A closer look into the presumptions of the policy shows inconsistency, lack of comprehensiveness and improper segmentation of policy determinants. It even shows the limitations of foreign missions.

By way of segmenting the foreign policy agenda as “internal first, external second”, the foreign policy of the ruling party seems to emerge from a mentality that overvalues internal risks, but undermines external ones.

Such a mindset might be justified, albeit temporarily, in a situation where political instability is highly probable and edges of economic volatility are rampant. It, however, does not exist well when stability is established and the economy is thriving.

Segmentation of such kind could not be rationalised when remittances, an external factor, are contributing more than exports, an internal factor, for the national economy. A similar logic applies to foreign direct investment, whose contribution to the economy is more than tax revenue and official development assistance.

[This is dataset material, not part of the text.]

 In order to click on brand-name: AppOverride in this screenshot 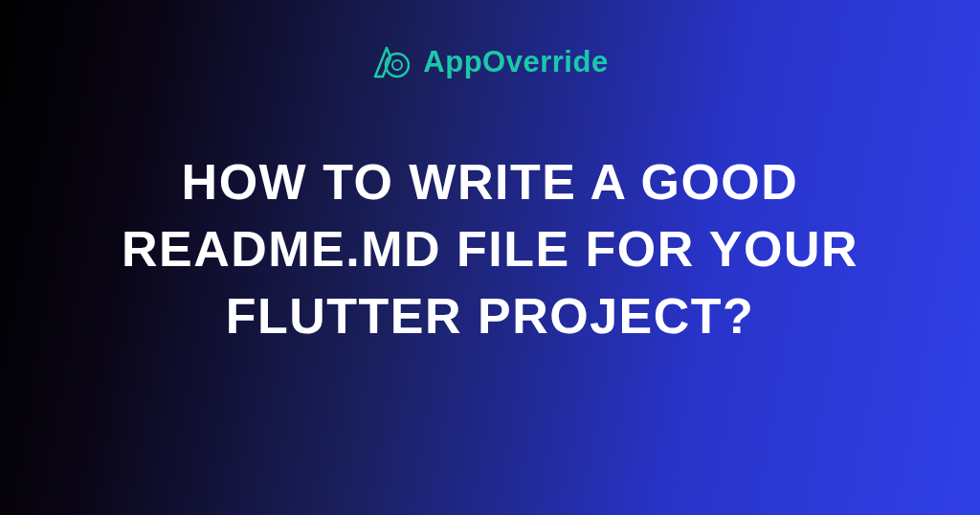, I will do `click(515, 62)`.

Cascading the case to the latest event, there is no rationale in preferentially treating Ethiopians at home than Ethiopians abroad. The case may have been justified for a tax policy or an investment incentive system, as economics has a way of rationalising spatial differentials, but not to a foreign policy.

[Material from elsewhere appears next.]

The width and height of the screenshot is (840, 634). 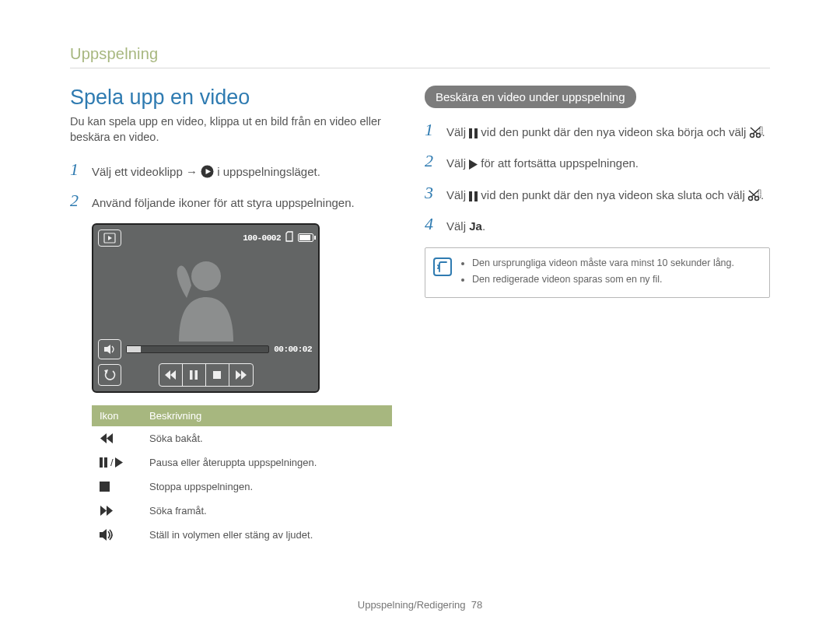 What do you see at coordinates (558, 163) in the screenshot?
I see `step-text: för att fortsätta uppspelningen.` at bounding box center [558, 163].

The problem has to do with the vulnerability analysis of the policy too. Ethiopia’s major vulnerability may be related to the absolute poverty of 25 million of its citizens and its underdevelopment. Yet, one could not say that is the single contributing factor.

It also has to do with its geography, its history, the culture of its people, its alliances and the values it distastes. With regard to the beheading of Ethiopians in Libya, for instance, the vulnerability relates not only to its economic situation, but its culture and alliances. Hence, it would be difficult, if not impossible, to extend essential protection to Ethiopians living abroad under a vulnerability analysis that reduces the whole matrix to local situations.

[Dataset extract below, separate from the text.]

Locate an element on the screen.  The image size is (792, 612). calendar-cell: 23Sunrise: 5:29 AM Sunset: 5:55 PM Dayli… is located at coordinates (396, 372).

It is also too reductionist to narrow down the foreign policy visions of the country to one objective of “looking for development credits and loans”. For a country that has multiple economic, social, cultural, security and technological interests, having a single strand diplomatic objective, is unreasonable and short-termist. It seems as though the nation would not be having all these interests had it been a country with no need of development credit or loans.

A state working with such a set of policy prerogatives and analyses of vulnerabilities is certainly destined to remain passive whenever incitements fall out of the matrix. After all, the whole framework is designed to limit the activities to the state and its responses in a certain way.

In light of this, therefore, it would be a mere imposition to demand that Tedros and his compatriots at the foreign ministry act more swiftly when it comes to protecting Ethiopians living abroad. The right request would be for the EPRDFites to revise their foreign policy prerogatives and vulnerability analyses.

A globalised world, in which interests of countries are as varied as their sources of vulnerabilities, demands a comprehensive foreign policy in which risks are treated based on their probability, magnitude and impact, not on their spatial sources. Diplomatic interests are also guided by changing realities, not political fixations.

True, visions matter. But they only matter when they are guided by timely, realistic and rational analyses. Else, they will only be limits to progress.

It is this latest scenario that the EPRDFites, including the socialite foreign minister, ought to avoid when it comes to their foreign policy. Only then can they provide sufficient protection to Ethiopians living abroad.